A “pull system” can help ensure that supply-chain triggers are driven by customer demand in good times and bad
By: John E. Denzel
Corporations are focused as never before on risk reduction. Spurred by passage of the Sarbanes-Oxley Act in the United States in 2002, risk reduction management has been elevated to the board level. Companies have drafted detailed plans for recovering from catastrophic events—the big earthquake, hundred-year flood, loss of a plant or key supplier, death of key executives, product liability issues and so forth. All of these events are tragic. They are also quite rare.
Corporations are far more likely to experience downturns in a business or economic cycle. In the high-technology arena, business cycles occur every three to four years. This familiar foe reappears all too often, yet companies are perpetually ill-prepared to cope with it.
“Every other time in the modern era that the US economy has contracted more than 5% in a quarter, falling inventories have been a major reason, if not the single biggest factor,” says Rex Nutting, Washington bureau chief of MarketWatch. “Usually, really bad recessions are worsened by the need for companies to get rid of all the stuff they made but nobody bought. Once the inventories are sold off, the economy can grow quickly again because idled workers are called back.”
Crisis avoidance is better than crisis management. That means you need to prepare your supply chain for the next downturn. You must design and engineer every link from your customers and distribution channels to your factory and suppliers. A successful design requires mathematically engineered stocking levels throughout your supply chains that are dynamic and adaptive to current market conditions.
Proven techniques have been developed to optimise supply chains in terms of customer service and inventory levels during good and bad economic times. The stocking levels are dynamic and are automatically updated. The key is in a “pull system,” which ensures that supply chain triggers are driven by true customer demand, not overly optimistic forecasts.
The benefits to a mathematically-engineered approach include:
• reduced inventory
• improved customer service
• a more-responsive supply chain that automatically resizes inventory as market conditions change, and statistically sizes it for the future
• reduced shareholder risk
• reduced inventory obsolescence caused by shifts in technology (which is common in the med-tech sector)
• cost savings associated with minimal inventory write-offs.
Just one indicator consistently predicts recovery from an economic slowdown: inventory reduction. This is true for any industry. Do not let your company be in an excess-inventory position. Better yet, reap the rewards when your competition has last year’s technology in the pipeline while your supply chain is filled with only the latest and greatest medical devices.
In the world’s best supply chains, inventory declines faster than revenue, even during an economic downturn. Boards must direct management to adopt a dynamic, electronic and statistically-based programme to mitigate—or, better yet, avoid—the risks of this normal, frequent component of business that is a downturn.
Implementing such a programme, surprisingly, is free. Well-designed supply chains actually simultaneously reduce inventory and raise customer service levels. It is not unusual to achieve a 4- to 10-time return on investment within the first year. The inventory savings alone justifies the work. Crisis avoidance demands the initiative be put into action.
John E. Denzel is CEO of FlowVision LLC (Dillon, CO, USA), a global management consulting group that supplies products and services enabling lean business practices.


[ABOUT THIS EXERCISE]
A word-for-word copy of the whole listing is required.

RAW DATA below:

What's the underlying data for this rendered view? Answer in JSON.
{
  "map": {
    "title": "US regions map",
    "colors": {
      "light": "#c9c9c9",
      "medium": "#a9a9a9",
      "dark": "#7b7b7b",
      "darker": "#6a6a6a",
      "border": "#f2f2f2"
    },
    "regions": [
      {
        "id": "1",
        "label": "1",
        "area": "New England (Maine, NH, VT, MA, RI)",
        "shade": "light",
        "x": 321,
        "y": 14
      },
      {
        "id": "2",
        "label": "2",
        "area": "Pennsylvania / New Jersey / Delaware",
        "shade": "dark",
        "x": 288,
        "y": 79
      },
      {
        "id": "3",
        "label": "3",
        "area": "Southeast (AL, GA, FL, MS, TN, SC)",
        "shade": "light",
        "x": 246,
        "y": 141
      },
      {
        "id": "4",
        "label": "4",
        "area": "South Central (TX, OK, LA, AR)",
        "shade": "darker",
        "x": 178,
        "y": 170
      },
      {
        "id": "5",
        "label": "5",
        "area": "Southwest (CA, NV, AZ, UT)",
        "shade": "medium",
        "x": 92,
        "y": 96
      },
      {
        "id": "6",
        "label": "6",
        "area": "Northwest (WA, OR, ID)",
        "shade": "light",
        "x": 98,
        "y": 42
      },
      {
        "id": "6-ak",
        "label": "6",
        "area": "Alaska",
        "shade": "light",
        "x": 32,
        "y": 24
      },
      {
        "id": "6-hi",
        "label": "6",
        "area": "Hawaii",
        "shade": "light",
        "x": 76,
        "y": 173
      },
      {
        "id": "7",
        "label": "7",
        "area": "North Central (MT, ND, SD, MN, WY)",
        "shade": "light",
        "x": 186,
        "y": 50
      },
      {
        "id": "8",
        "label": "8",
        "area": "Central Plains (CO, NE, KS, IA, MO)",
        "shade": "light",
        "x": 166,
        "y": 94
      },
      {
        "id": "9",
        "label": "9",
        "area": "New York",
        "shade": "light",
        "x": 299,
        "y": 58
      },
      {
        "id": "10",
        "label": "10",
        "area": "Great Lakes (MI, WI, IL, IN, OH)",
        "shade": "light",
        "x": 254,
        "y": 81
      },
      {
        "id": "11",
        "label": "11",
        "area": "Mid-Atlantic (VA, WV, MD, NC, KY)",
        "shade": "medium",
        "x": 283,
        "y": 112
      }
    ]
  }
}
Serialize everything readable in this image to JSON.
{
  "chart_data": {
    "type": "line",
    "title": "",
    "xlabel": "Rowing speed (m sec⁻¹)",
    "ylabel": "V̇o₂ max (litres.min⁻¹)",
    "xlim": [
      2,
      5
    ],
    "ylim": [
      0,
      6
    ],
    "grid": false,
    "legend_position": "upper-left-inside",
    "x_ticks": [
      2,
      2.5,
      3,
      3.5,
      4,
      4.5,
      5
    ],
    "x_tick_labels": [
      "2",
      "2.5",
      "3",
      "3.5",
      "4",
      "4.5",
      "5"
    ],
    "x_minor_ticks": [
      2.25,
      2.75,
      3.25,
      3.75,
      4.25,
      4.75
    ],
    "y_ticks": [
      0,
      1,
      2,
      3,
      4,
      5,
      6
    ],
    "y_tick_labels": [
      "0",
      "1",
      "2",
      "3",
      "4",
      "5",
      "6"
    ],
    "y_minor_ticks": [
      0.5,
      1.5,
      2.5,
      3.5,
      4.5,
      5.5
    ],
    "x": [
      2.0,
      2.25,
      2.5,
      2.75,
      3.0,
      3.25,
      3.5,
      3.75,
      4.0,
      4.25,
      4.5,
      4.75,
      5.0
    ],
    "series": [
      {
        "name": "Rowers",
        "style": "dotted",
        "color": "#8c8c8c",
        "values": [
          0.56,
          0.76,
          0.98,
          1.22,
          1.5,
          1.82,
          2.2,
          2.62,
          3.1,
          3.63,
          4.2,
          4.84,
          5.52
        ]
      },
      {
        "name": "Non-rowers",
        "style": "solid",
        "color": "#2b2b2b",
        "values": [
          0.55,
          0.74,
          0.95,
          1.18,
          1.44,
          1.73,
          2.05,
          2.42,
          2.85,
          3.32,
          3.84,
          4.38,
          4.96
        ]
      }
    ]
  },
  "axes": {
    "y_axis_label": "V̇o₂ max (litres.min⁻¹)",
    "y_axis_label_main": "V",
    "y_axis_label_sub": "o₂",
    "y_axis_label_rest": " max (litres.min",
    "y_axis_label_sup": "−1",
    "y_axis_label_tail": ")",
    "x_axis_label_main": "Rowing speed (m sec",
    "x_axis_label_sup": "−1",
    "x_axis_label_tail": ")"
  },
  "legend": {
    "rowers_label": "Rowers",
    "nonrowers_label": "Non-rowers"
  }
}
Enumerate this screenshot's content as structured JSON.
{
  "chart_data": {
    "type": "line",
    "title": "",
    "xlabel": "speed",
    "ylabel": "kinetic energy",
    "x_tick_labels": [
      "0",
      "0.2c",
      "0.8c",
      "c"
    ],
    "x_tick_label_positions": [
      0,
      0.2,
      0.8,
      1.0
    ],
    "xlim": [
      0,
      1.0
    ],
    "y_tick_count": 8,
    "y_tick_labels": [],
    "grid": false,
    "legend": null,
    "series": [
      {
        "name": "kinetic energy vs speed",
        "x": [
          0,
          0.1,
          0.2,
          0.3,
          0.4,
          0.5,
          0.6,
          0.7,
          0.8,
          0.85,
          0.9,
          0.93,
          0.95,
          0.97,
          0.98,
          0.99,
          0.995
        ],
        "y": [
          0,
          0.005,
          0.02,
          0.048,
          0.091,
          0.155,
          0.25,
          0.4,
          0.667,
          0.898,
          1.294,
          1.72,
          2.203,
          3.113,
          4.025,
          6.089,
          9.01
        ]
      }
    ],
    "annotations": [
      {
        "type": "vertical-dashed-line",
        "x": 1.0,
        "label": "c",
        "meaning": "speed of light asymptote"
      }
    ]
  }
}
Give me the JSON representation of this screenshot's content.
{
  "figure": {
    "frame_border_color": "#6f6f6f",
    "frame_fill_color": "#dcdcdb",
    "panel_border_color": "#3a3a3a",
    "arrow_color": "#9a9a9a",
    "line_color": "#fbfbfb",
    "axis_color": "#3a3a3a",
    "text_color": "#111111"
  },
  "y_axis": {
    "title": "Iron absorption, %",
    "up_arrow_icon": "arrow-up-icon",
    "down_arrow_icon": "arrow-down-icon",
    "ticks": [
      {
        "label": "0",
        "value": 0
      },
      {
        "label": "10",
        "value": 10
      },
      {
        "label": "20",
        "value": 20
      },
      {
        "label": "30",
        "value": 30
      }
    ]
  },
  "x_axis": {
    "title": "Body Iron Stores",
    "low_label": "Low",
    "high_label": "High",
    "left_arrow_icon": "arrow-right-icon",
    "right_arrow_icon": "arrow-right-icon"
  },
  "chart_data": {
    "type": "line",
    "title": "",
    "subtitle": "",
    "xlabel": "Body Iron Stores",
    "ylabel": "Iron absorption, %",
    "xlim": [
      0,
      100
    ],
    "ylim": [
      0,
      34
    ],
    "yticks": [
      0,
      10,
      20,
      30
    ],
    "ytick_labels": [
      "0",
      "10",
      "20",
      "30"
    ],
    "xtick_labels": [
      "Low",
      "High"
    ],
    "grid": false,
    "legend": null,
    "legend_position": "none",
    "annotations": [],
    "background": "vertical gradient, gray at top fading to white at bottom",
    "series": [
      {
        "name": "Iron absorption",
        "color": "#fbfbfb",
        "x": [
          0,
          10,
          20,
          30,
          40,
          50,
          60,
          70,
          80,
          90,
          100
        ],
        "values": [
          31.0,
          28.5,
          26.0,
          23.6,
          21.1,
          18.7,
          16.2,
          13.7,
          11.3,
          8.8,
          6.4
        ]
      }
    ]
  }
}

End of RAW DATA.

[ANSWER TO THIS PROBLEM]
What's the underlying data for this rendered view? Answer in JSON.
{
  "map": {
    "title": "US regions map",
    "colors": {
      "light": "#c9c9c9",
      "medium": "#a9a9a9",
      "dark": "#7b7b7b",
      "darker": "#6a6a6a",
      "border": "#f2f2f2"
    },
    "regions": [
      {
        "id": "1",
        "label": "1",
        "area": "New England (Maine, NH, VT, MA, RI)",
        "shade": "light",
        "x": 321,
        "y": 14
      },
      {
        "id": "2",
        "label": "2",
        "area": "Pennsylvania / New Jersey / Delaware",
        "shade": "dark",
        "x": 288,
        "y": 79
      },
      {
        "id": "3",
        "label": "3",
        "area": "Southeast (AL, GA, FL, MS, TN, SC)",
        "shade": "light",
        "x": 246,
        "y": 141
      },
      {
        "id": "4",
        "label": "4",
        "area": "South Central (TX, OK, LA, AR)",
        "shade": "darker",
        "x": 178,
        "y": 170
      },
      {
        "id": "5",
        "label": "5",
        "area": "Southwest (CA, NV, AZ, UT)",
        "shade": "medium",
        "x": 92,
        "y": 96
      },
      {
        "id": "6",
        "label": "6",
        "area": "Northwest (WA, OR, ID)",
        "shade": "light",
        "x": 98,
        "y": 42
      },
      {
        "id": "6-ak",
        "label": "6",
        "area": "Alaska",
        "shade": "light",
        "x": 32,
        "y": 24
      },
      {
        "id": "6-hi",
        "label": "6",
        "area": "Hawaii",
        "shade": "light",
        "x": 76,
        "y": 173
      },
      {
        "id": "7",
        "label": "7",
        "area": "North Central (MT, ND, SD, MN, WY)",
        "shade": "light",
        "x": 186,
        "y": 50
      },
      {
        "id": "8",
        "label": "8",
        "area": "Central Plains (CO, NE, KS, IA, MO)",
        "shade": "light",
        "x": 166,
        "y": 94
      },
      {
        "id": "9",
        "label": "9",
        "area": "New York",
        "shade": "light",
        "x": 299,
        "y": 58
      },
      {
        "id": "10",
        "label": "10",
        "area": "Great Lakes (MI, WI, IL, IN, OH)",
        "shade": "light",
        "x": 254,
        "y": 81
      },
      {
        "id": "11",
        "label": "11",
        "area": "Mid-Atlantic (VA, WV, MD, NC, KY)",
        "shade": "medium",
        "x": 283,
        "y": 112
      }
    ]
  }
}
Serialize everything readable in this image to JSON.
{
  "chart_data": {
    "type": "line",
    "title": "",
    "xlabel": "Rowing speed (m sec⁻¹)",
    "ylabel": "V̇o₂ max (litres.min⁻¹)",
    "xlim": [
      2,
      5
    ],
    "ylim": [
      0,
      6
    ],
    "grid": false,
    "legend_position": "upper-left-inside",
    "x_ticks": [
      2,
      2.5,
      3,
      3.5,
      4,
      4.5,
      5
    ],
    "x_tick_labels": [
      "2",
      "2.5",
      "3",
      "3.5",
      "4",
      "4.5",
      "5"
    ],
    "x_minor_ticks": [
      2.25,
      2.75,
      3.25,
      3.75,
      4.25,
      4.75
    ],
    "y_ticks": [
      0,
      1,
      2,
      3,
      4,
      5,
      6
    ],
    "y_tick_labels": [
      "0",
      "1",
      "2",
      "3",
      "4",
      "5",
      "6"
    ],
    "y_minor_ticks": [
      0.5,
      1.5,
      2.5,
      3.5,
      4.5,
      5.5
    ],
    "x": [
      2.0,
      2.25,
      2.5,
      2.75,
      3.0,
      3.25,
      3.5,
      3.75,
      4.0,
      4.25,
      4.5,
      4.75,
      5.0
    ],
    "series": [
      {
        "name": "Rowers",
        "style": "dotted",
        "color": "#8c8c8c",
        "values": [
          0.56,
          0.76,
          0.98,
          1.22,
          1.5,
          1.82,
          2.2,
          2.62,
          3.1,
          3.63,
          4.2,
          4.84,
          5.52
        ]
      },
      {
        "name": "Non-rowers",
        "style": "solid",
        "color": "#2b2b2b",
        "values": [
          0.55,
          0.74,
          0.95,
          1.18,
          1.44,
          1.73,
          2.05,
          2.42,
          2.85,
          3.32,
          3.84,
          4.38,
          4.96
        ]
      }
    ]
  },
  "axes": {
    "y_axis_label": "V̇o₂ max (litres.min⁻¹)",
    "y_axis_label_main": "V",
    "y_axis_label_sub": "o₂",
    "y_axis_label_rest": " max (litres.min",
    "y_axis_label_sup": "−1",
    "y_axis_label_tail": ")",
    "x_axis_label_main": "Rowing speed (m sec",
    "x_axis_label_sup": "−1",
    "x_axis_label_tail": ")"
  },
  "legend": {
    "rowers_label": "Rowers",
    "nonrowers_label": "Non-rowers"
  }
}
Enumerate this screenshot's content as structured JSON.
{
  "chart_data": {
    "type": "line",
    "title": "",
    "xlabel": "speed",
    "ylabel": "kinetic energy",
    "x_tick_labels": [
      "0",
      "0.2c",
      "0.8c",
      "c"
    ],
    "x_tick_label_positions": [
      0,
      0.2,
      0.8,
      1.0
    ],
    "xlim": [
      0,
      1.0
    ],
    "y_tick_count": 8,
    "y_tick_labels": [],
    "grid": false,
    "legend": null,
    "series": [
      {
        "name": "kinetic energy vs speed",
        "x": [
          0,
          0.1,
          0.2,
          0.3,
          0.4,
          0.5,
          0.6,
          0.7,
          0.8,
          0.85,
          0.9,
          0.93,
          0.95,
          0.97,
          0.98,
          0.99,
          0.995
        ],
        "y": [
          0,
          0.005,
          0.02,
          0.048,
          0.091,
          0.155,
          0.25,
          0.4,
          0.667,
          0.898,
          1.294,
          1.72,
          2.203,
          3.113,
          4.025,
          6.089,
          9.01
        ]
      }
    ],
    "annotations": [
      {
        "type": "vertical-dashed-line",
        "x": 1.0,
        "label": "c",
        "meaning": "speed of light asymptote"
      }
    ]
  }
}
Give me the JSON representation of this screenshot's content.
{
  "figure": {
    "frame_border_color": "#6f6f6f",
    "frame_fill_color": "#dcdcdb",
    "panel_border_color": "#3a3a3a",
    "arrow_color": "#9a9a9a",
    "line_color": "#fbfbfb",
    "axis_color": "#3a3a3a",
    "text_color": "#111111"
  },
  "y_axis": {
    "title": "Iron absorption, %",
    "up_arrow_icon": "arrow-up-icon",
    "down_arrow_icon": "arrow-down-icon",
    "ticks": [
      {
        "label": "0",
        "value": 0
      },
      {
        "label": "10",
        "value": 10
      },
      {
        "label": "20",
        "value": 20
      },
      {
        "label": "30",
        "value": 30
      }
    ]
  },
  "x_axis": {
    "title": "Body Iron Stores",
    "low_label": "Low",
    "high_label": "High",
    "left_arrow_icon": "arrow-right-icon",
    "right_arrow_icon": "arrow-right-icon"
  },
  "chart_data": {
    "type": "line",
    "title": "",
    "subtitle": "",
    "xlabel": "Body Iron Stores",
    "ylabel": "Iron absorption, %",
    "xlim": [
      0,
      100
    ],
    "ylim": [
      0,
      34
    ],
    "yticks": [
      0,
      10,
      20,
      30
    ],
    "ytick_labels": [
      "0",
      "10",
      "20",
      "30"
    ],
    "xtick_labels": [
      "Low",
      "High"
    ],
    "grid": false,
    "legend": null,
    "legend_position": "none",
    "annotations": [],
    "background": "vertical gradient, gray at top fading to white at bottom",
    "series": [
      {
        "name": "Iron absorption",
        "color": "#fbfbfb",
        "x": [
          0,
          10,
          20,
          30,
          40,
          50,
          60,
          70,
          80,
          90,
          100
        ],
        "values": [
          31.0,
          28.5,
          26.0,
          23.6,
          21.1,
          18.7,
          16.2,
          13.7,
          11.3,
          8.8,
          6.4
        ]
      }
    ]
  }
}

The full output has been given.